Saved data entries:
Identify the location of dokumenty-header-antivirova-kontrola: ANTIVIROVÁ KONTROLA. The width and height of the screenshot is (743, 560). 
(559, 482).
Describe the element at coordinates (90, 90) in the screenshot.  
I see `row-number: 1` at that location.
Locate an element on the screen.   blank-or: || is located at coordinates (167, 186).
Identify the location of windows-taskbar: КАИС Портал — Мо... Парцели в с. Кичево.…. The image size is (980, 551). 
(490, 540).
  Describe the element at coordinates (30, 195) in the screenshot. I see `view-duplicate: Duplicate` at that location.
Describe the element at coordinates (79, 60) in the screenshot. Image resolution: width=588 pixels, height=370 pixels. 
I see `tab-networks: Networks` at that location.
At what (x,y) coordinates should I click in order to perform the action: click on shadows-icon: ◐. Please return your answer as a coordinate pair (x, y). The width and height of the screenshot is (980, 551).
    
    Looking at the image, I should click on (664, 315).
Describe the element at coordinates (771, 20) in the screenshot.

--

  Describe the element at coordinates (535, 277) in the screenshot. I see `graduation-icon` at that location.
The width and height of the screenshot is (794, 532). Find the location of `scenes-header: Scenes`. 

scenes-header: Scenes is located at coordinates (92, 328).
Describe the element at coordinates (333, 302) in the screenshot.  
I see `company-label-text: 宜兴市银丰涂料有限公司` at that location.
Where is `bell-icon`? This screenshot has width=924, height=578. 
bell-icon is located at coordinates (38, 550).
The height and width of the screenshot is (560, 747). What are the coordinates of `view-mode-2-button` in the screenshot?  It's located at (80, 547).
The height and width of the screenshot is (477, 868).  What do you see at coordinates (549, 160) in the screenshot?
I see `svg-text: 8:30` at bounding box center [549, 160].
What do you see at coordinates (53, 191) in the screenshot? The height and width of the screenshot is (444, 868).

■ TASK DETAILS
Set down exactly the lines of the data above, beginning with the line that has "is (743, 560)." and ending with the line that has "Locate an element", and no others.

■ ANSWER BOX
Identify the location of dokumenty-header-antivirova-kontrola: ANTIVIROVÁ KONTROLA. The width and height of the screenshot is (743, 560). 
(559, 482).
Describe the element at coordinates (90, 90) in the screenshot.  
I see `row-number: 1` at that location.
Locate an element on the screen.   blank-or: || is located at coordinates (167, 186).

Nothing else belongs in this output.